Lock adjusted his hand to lace his fingers through mine, but he didn’t say anything.
“Do you understand what I would give up for them?”
He didn’t answer again. I didn’t need him to. All I needed was for him to come with me. To focus with that beautiful brain of his and see what I couldn’t see. It took him a few beats, but his expression finally shifted from worry to determination. “To find the black van, then?”
“No.” I held up my mobile, which was already running the app Jason Kim had loaded onto my phone. “We’re going to follow this.” I took Sherlock’s hand in mine. “And whoever’s at the other end of this burner phone is going to wish they’d never heard my name.”
Chapter 21
Sherlock and I got off the bus at Regent’s Park and wandered through the closest entrance. We followed paths I’d never seen before, trying to get my little red dot closer to the blue dot that was supposed to be the burner phone. But the blue dot didn’t stay still, and the app didn’t work well on the unmapped expanse of park. Sometimes the dot would disappear altogether only to reappear in a place far from where it had been. I was so turned around by the time the dots were almost on top of each other that I didn’t realize where we were until I heard overly boisterous laughter followed by a voice I recognized. “Cheers to that as well! Cheers to that bloody woman you married!”
It was Lily Patel, kneeling in the mud and facing the tree where her father’s body had been found. Behind her, the clearing was cluttered with the scattered remains of a mixed-flower bouquet and four crumpled, empty beer cans. She poured a bit of liquid onto the ground from the can she held, then drank deeply, not coming up for air until foam was escaping from the corners of her mouth.

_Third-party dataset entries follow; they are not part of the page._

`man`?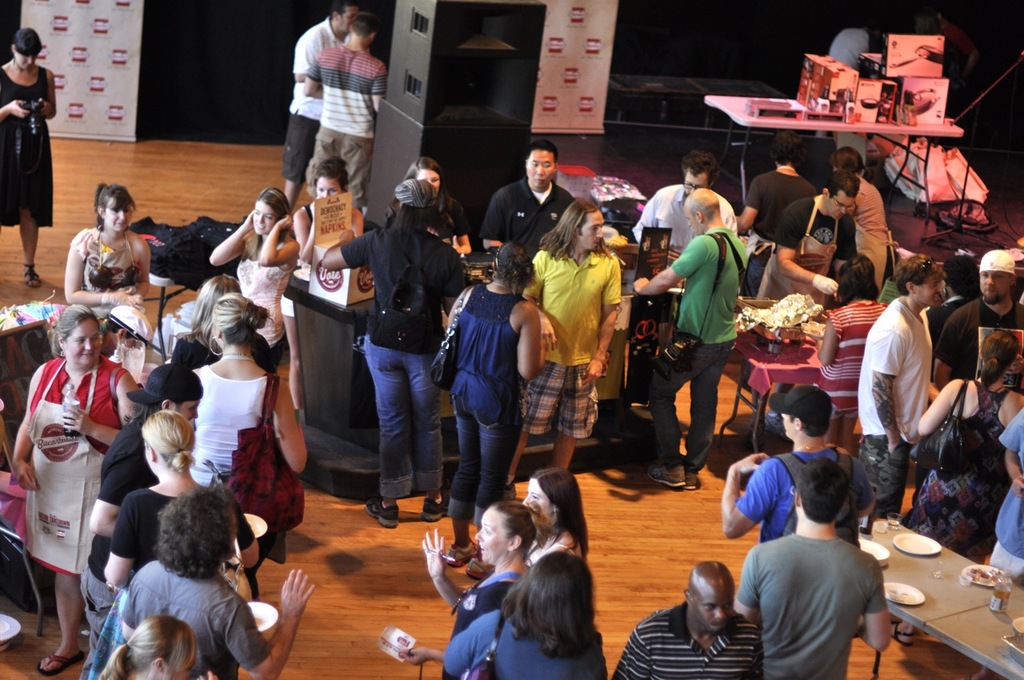
{"left": 622, "top": 186, "right": 746, "bottom": 494}
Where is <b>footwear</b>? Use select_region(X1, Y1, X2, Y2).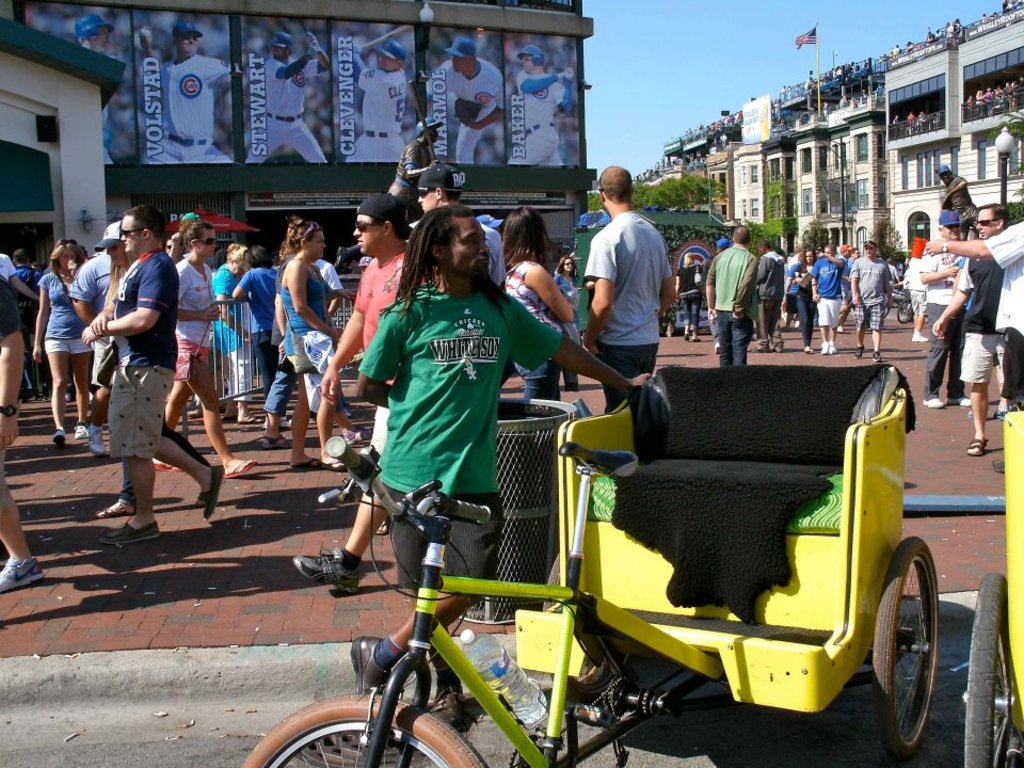
select_region(99, 523, 161, 542).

“Cheers!” she cried again, crashing her beer can against the tree trunk so hard, it sprayed up a bit onto her head. She took turns laughing and coughing.
“Looks like I was right,” Lock said quietly.

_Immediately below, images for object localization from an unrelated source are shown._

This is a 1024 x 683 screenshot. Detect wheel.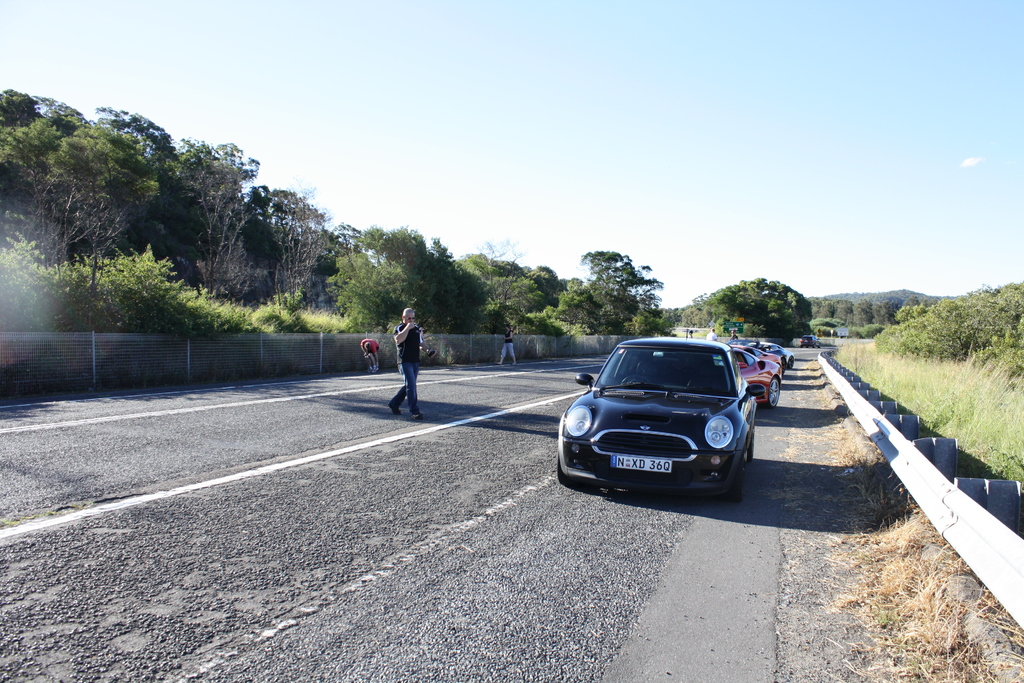
bbox(730, 452, 746, 504).
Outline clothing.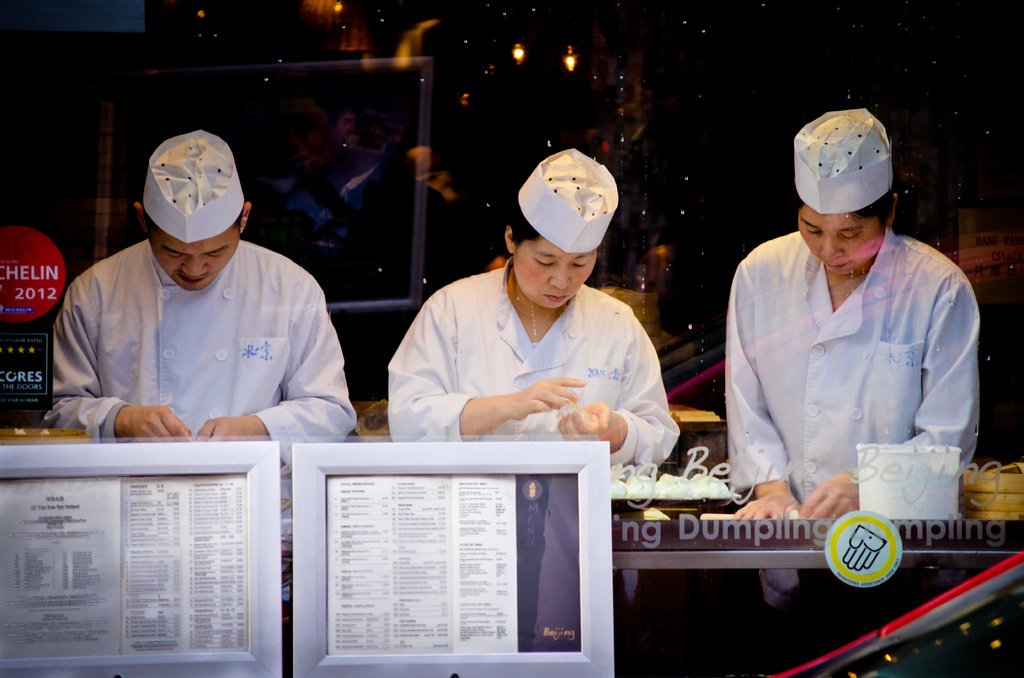
Outline: region(387, 261, 680, 474).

I looked down at my phone, which showed the blue dot moving in weird stuttered circles around my dot despite the fact that we were both being relatively still. But it didn’t matter what the app said anyway, because if it was Lily, there was one way to find out for sure. I shoved my phone into my pocket and pushed through the brush toward Lily right as she lost balance and started to tip over in slow motion.
I caught her before she fell completely and righted her. “Okay, let’s be done with this, yes?” I pulled the beer from her hand, which was practically empty, but she grabbed it back with both hands and scowled at me.
“No! This is mine.”
Sherlock released a soft laugh, and I glared at him through the growing shadows of dusk. “A little help maybe?”

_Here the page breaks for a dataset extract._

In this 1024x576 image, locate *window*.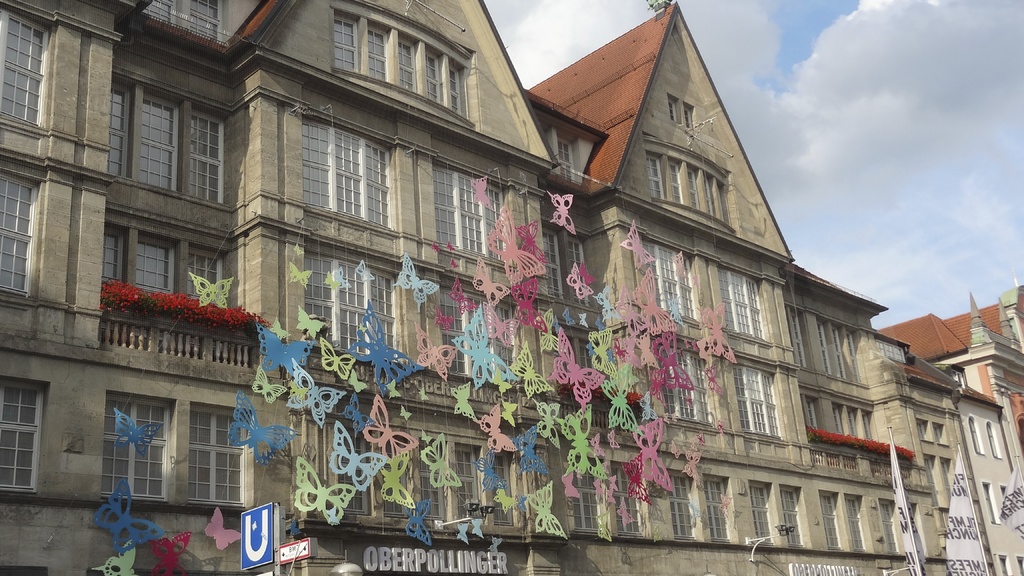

He managed to hold her up so I could focus on keeping the girl from drinking any more. “Can we share more of this with your dad?”
Lily smiled and let me tip her hand enough to pour what little remained onto the ground at her knees. She instantly smashed the can in her hand and tossed it over her head to join its brothers. Before I could stop her, she had the last unopened beer in her hands. Luckily, her depth perception was gone, and she couldn’t get her hand on the pull tab. She winked one eye shut and still couldn’t make her fingers land on the top of the can. Nor was she a patient drunk, it seemed. After three misses, she held the can out in front of her and whined. When I didn’t immediately take the can from her hand, she whined more loudly and bounced her whole body against Sherlock until I relented.
“Open,” she commanded.
“I’m pretty sure your dad’s had plenty. Maybe save this one for next time?”
Her face crumpled a bit. “There is no next time. Give it.” She lifted her arms and made grabby hands in the air. She even crawled toward me on her knees a couple of steps.
I knelt down next to her and tried not to wince away from the smell of alcohol on her breath when she whined pitifully. “Enough,” I said.
She shook her head for a good ten seconds before she said, “No, no. You don’t understand what she did. She took it, but it was mine.” Lily grabbed for the can, and when I held it too high for her to reach, she yelled, “I hate you! Just like her!”
At least the alcohol was making her honest for once. I shifted my body a little and slid the can behind my back out of her sight line. It felt familiar, this game, playing hide the booze from the angry drunk. “What did she do?” I asked, to distract her as I patted down her coat pockets. I shook my head at Lock. No phone.
“She took it all.” Lily’s expression dropped from anger to despondence in the time it took me to blink. “That was for me and Dad, but she took it and threw it away.”
“What did she throw away?” The phone wasn’t in the pockets of her trousers either.
Lily started to tip forward, and Lock caught her before she scraped her face on the bark of the tree. “Dad’s beer. She found where I’d stashed most of it.” Lily waved her hands around her head at the cans behind her. “Those are all that’s left.”